Rising API attack incidents in 2022
According to Google Cloud Cybersecurity Action Team’s April 2023 Threat Horizons Report, the rise in API compromise was a factor in one-fifth of incidents last year. According to the report, customers delayed security upgrades because “they worried that such upgrades might also bring unanticipated API changes, which might undermine their applications’ functionality.”
The report said, however, that APIs do not actually change with minor upgrades, addressing Kubernetes cluster’s overall operating environment, and the scope of the updates can be controlled. “Customers were not always aware of this configuration option, however,” the report said.
Growing focus on API security
Because of the ubiquity of APIs as intermediaries in more and more cloud native transactions, Chokshi said he sees the API security market potentially becoming a security superset.
“The interactions will be that much greater because of areas like the automotive industry, healthcare, and smart cities, versus classic end user or mobile applications,” he said.
“You also have a lot of businesses where APIs are critical to the back end: A customer is trying to open an app or account, and in the back end there is a credit check, or other actions. More and more business-to-business transactions taking place in this cloud economy, including supply chains, are API-driven. The API market, in general, is rapidly growing and the tooling that is required to keep up is lacking. Security becomes even more important because of that,” Chokshi added.
Phillips agrees APIs are an energetic space. “It’s becoming white hot, and lots of folks are trying to get involved in API security because there’s a growing recognition that they are the number one attack vector,” he said, noting that in 2022, Gartner had estimated that by last year, APIs would be the No. 1 attack vector. “And we have seen tremendous growth,” Phillips said.
API surveillance joins the platform
Alamai’s acquisition follows a shift away from single-point solutions to comprehensive services — from products to platforms — the virtues of which industry consultants have been extolling for years.

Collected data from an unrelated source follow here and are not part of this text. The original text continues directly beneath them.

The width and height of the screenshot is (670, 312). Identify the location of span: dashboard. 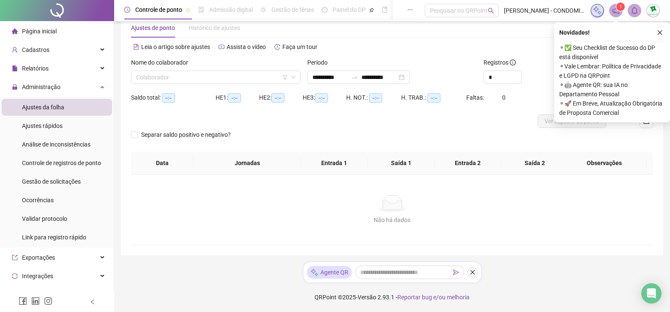
(325, 10).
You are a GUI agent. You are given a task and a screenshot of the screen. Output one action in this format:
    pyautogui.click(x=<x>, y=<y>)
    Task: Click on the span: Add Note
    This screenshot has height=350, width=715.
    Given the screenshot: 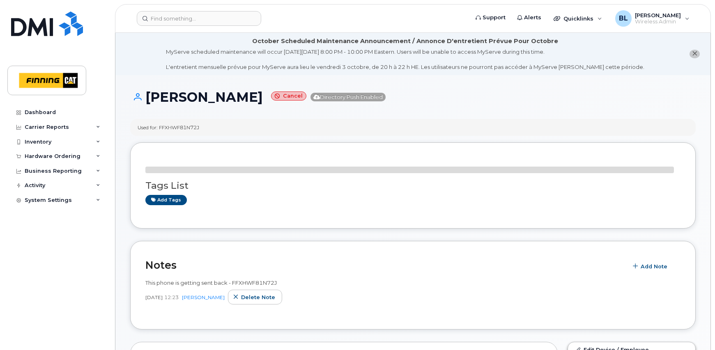 What is the action you would take?
    pyautogui.click(x=654, y=267)
    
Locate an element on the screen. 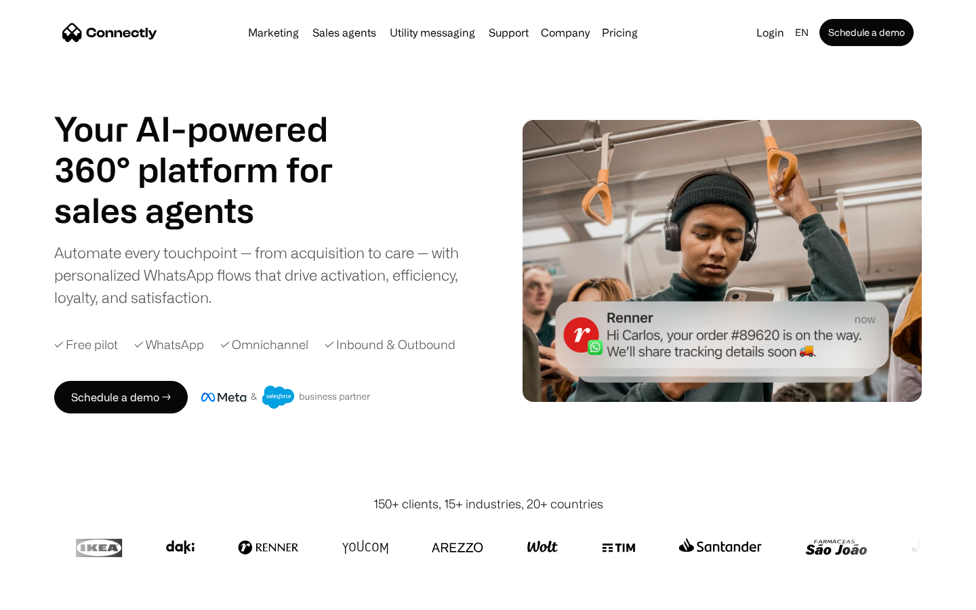 The height and width of the screenshot is (610, 976). img: Meta and Salesforce business partner badge. is located at coordinates (286, 397).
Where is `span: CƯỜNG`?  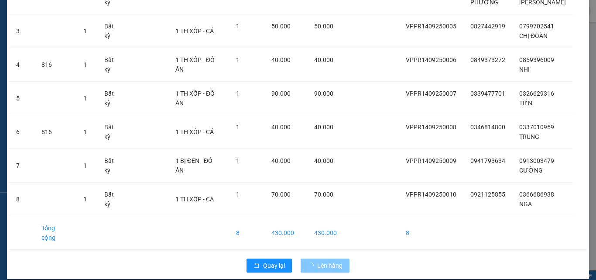 span: CƯỜNG is located at coordinates (531, 170).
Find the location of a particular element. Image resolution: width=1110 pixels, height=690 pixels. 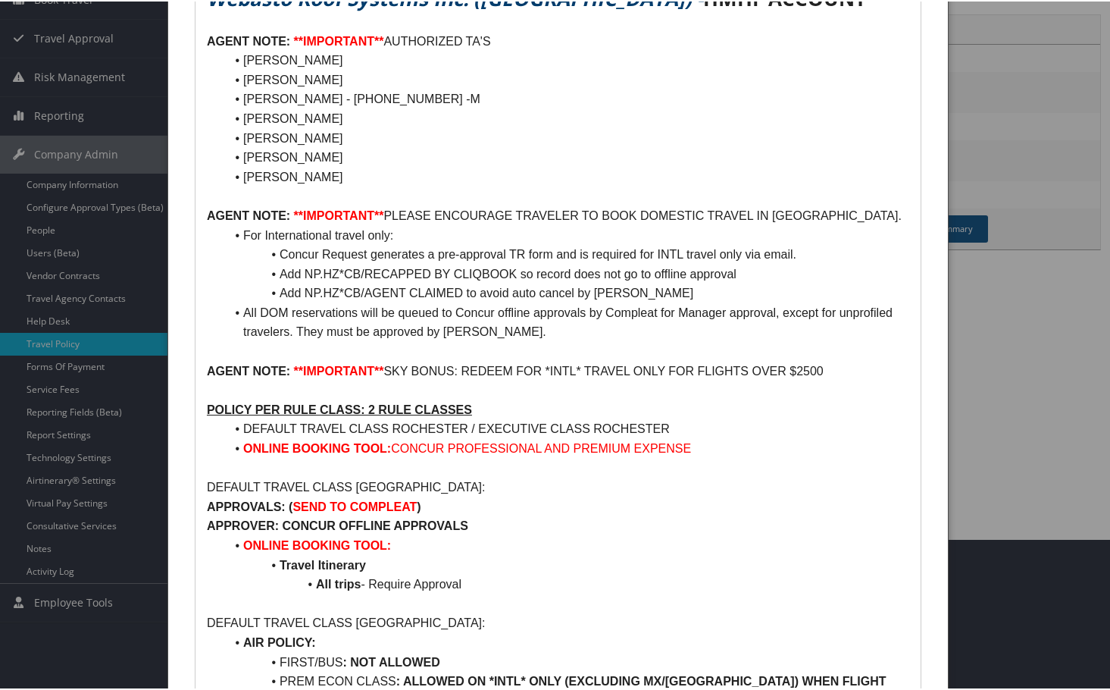

strong: All trips is located at coordinates (339, 582).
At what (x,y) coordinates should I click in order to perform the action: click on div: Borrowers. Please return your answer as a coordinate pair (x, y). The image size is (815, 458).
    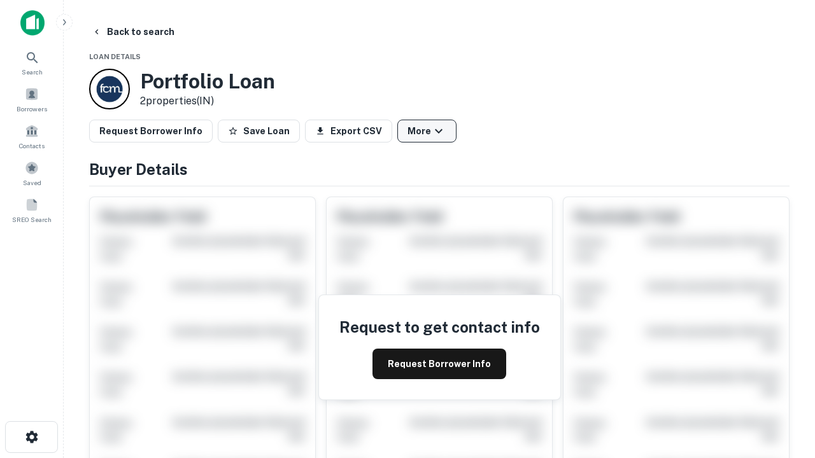
    Looking at the image, I should click on (32, 99).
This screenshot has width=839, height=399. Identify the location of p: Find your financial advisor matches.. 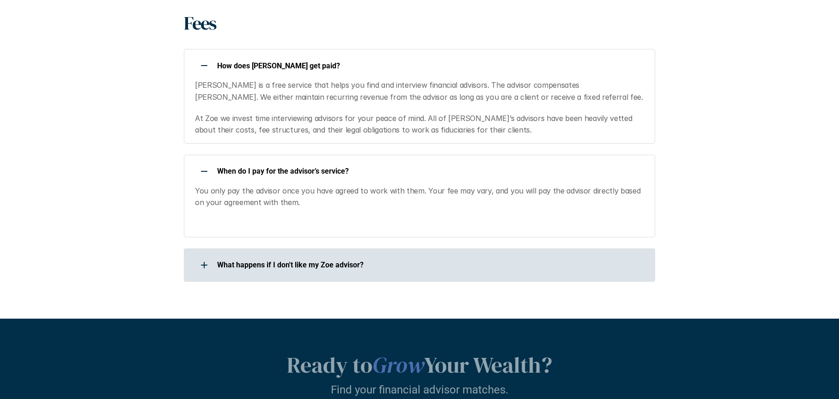
(420, 390).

“It’s a constant conversation between best-of-breed technology and platform solutions,” said Wendi Whitmore, SVP of Palo Alto Networks’ Unit 42 team. “The discussion previously had been one or the other. I will say that our ability to provide a much broader range of solutions across technology is really compelling, and I will say the majority of our products are best of breed. It will be tougher for organizations to compete in a world solving one small problem,” she said. “There is never one single silver bullet. It’s too complex today.”

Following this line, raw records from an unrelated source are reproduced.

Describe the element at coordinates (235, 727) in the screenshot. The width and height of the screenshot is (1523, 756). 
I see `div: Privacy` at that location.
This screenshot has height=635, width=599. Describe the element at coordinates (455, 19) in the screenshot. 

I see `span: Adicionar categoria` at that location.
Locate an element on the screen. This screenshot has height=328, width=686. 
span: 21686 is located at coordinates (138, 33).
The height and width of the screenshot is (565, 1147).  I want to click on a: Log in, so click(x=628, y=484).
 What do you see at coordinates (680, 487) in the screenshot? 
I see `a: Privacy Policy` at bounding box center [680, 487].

Chokshi said Akamai’s acquisition — and a security-platform approach to cyberdefense — allows the firm to benefit from adjacency so that an attacker doesn’t get lost in transit between one point of visibility (or security product if the organization is using multiple vendors) and another. “We are already providing a high level of protection, they are comfortable with our portals and platforms and so this becomes an additional capability in that same continuum.”
Phillips, who said Noname employs a “left of boom” approach — essentially shifting left to address API vulnerabilities before an incident makes them obvious — predicts there will be more consolidation that brings API security capabilities under the aegis of major players. “There’s enough recognition in the industry that API security is growing. APIs have been around for a long time but recognition of vulnerabilities hasn’t. Attacks are increasing but the question becomes what’s the impact? Is the pain of the attack enough to drive action?”